You can easily implement it for your own const-compatible types:

use recuerdame::PrecalcConst;

// Your custom struct needs to be usable in a const context.
#[derive(Debug, PartialEq, Eq, Clone, Copy)]
pub struct MyColor {
    r: u8,
    g: u8,
    b: u8,
}

impl PrecalcConst for MyColor {
    const DEFAULT: Self = MyColor { r: 0, g: 0, b: 0 };
}

Examples

Comparing Modes

Here is a side-by-side comparison of how each mode behaves.

use recuerdame::precalculate;

// 1. Fallback Mode (Default)
#[precalculate(a = -10..=10)] // fallback is implicit
const fn identity_fallback(a: i32) -> i32 { a }

// 2. Option Mode
#[precalculate(a = -10..=10, option)]
const fn identity_opt(a: i32) -> i32 { a }

// 3. Panic Mode
#[precalculate(a = -10..=10, panic)]
const fn identity_panic(a: i32) -> i32 { a }

fn main() {
    // In-range behavior is consistent (except for Option's wrapper)
    assert_eq!(identity_fallback(5), 5);
    assert_eq!(identity_opt(5), Some(5));
    assert_eq!(identity_panic(5), 5);

    // Out-of-range behavior differs
    assert_eq!(identity_fallback(20), 20); // falls back to original function
    assert_eq!(identity_opt(20), None);
    // identity_panic(20) would panic!
}

Using Custom Types

This example uses the custom MyColor struct defined in the Return Types section.

use recuerdame::{precalculate, PrecalcConst};

#[derive(Debug, PartialEq, Eq, Clone, Copy)]
pub struct MyColor { r: u8, g: u8, b: u8 }

impl PrecalcConst for MyColor {
    const DEFAULT: Self = MyColor { r: 0, g: 0, b: 0 };
}

#[precalculate(val = 0..=2)]
const fn get_primary_color(val: u8) -> MyColor {
    match val {
        0 => MyColor { r: 255, g: 0, b: 0 },
        1 => MyColor { r: 0, g: 255, b: 0 },
        _ => MyColor { r: 0, g: 0, b: 255 },
    }
}

// The lookup works perfectly with custom types
assert_eq!(get_primary_color(0), MyColor { r: 255, g: 0, b: 0 });

Use Cases

recuerdame is most effective for:

  • Digital Signal Processing (DSP): Pre-calculating sine waves, filter coefficients, or windowing functions.
  • Game Development: Lookup tables for things like falloff curves, experience points, or complex physics calculations with discrete steps.
  • Embedded Systems: When CPU cycles are precious and flash memory is available, replacing math-heavy functions with a lookup table can be a huge win.
  • Cryptography: Pre-calculating S-boxes or other fixed tables.

Benchmarks

The core promise of recuerdame is trading compile time for a significant boost in runtime performance.

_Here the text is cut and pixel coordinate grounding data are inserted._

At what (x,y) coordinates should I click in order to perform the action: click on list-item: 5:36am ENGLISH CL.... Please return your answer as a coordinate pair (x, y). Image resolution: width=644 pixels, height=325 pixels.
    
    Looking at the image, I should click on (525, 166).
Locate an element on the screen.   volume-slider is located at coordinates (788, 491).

The benchmarks below illustrate this by comparing a function that calculates a logistic regression value versus its pre-calculated equivalent. The benchmark measures an in-range lookup.

logistic regression (precalculated)
                        time:   [843.09 ps 844.05 ps 845.12 ps]

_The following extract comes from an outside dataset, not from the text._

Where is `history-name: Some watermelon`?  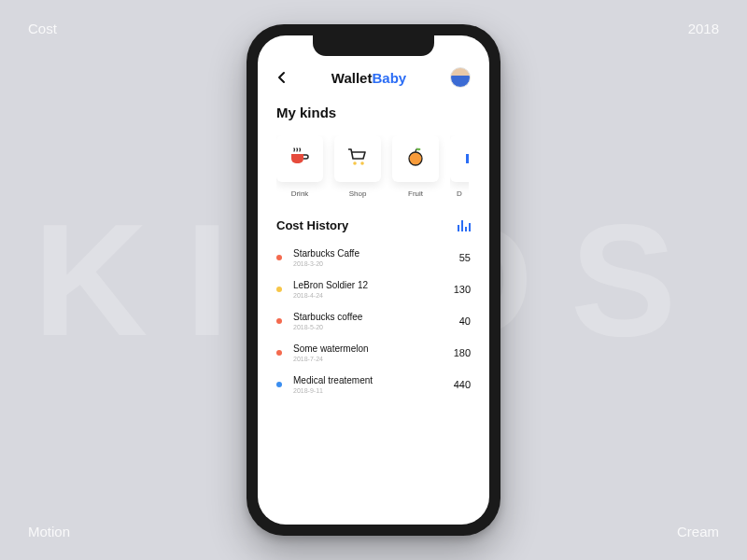 history-name: Some watermelon is located at coordinates (374, 349).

logistic regression (normal)
                        time:   [12.267 ns 12.272 ns 12.277 ns]

Analysis

  • Pre-calculated (with recuerdame): The function call takes approximately 844 picoseconds. This is effectively the cost of an array lookup.
  • Normal const fn: The standard function call takes about 12.2 nanoseconds to perform the standard calculation.

In this scenario, the recuerdame-powered function is over 14 times faster than the original. This performance gap widens as the computational complexity of the target function increases.

Limitations & Caveats

  • Handling Out-of-Range Inputs: Choose your operating mode carefully. The default mode (fallback) provides flexibility at the cost of a small runtime check. For performance-critical paths where out-of-range inputs are impossible, use panic. If out-of-range inputs are possible and need to be handled explicitly, use option.

  • Compile Time & Binary Size: Be mindful of your input ranges. A function like #[precalculate(a = 0..=1000, b = 0..=1000)] would try to create a table with over a million entries, drastically increasing compile time and binary size.

  • const fn Required: The macro can only be applied to functions marked as const fn.

  • Integer Arguments Required: The function arguments must be integer primitives.

License

This project is licensed under the MIT License.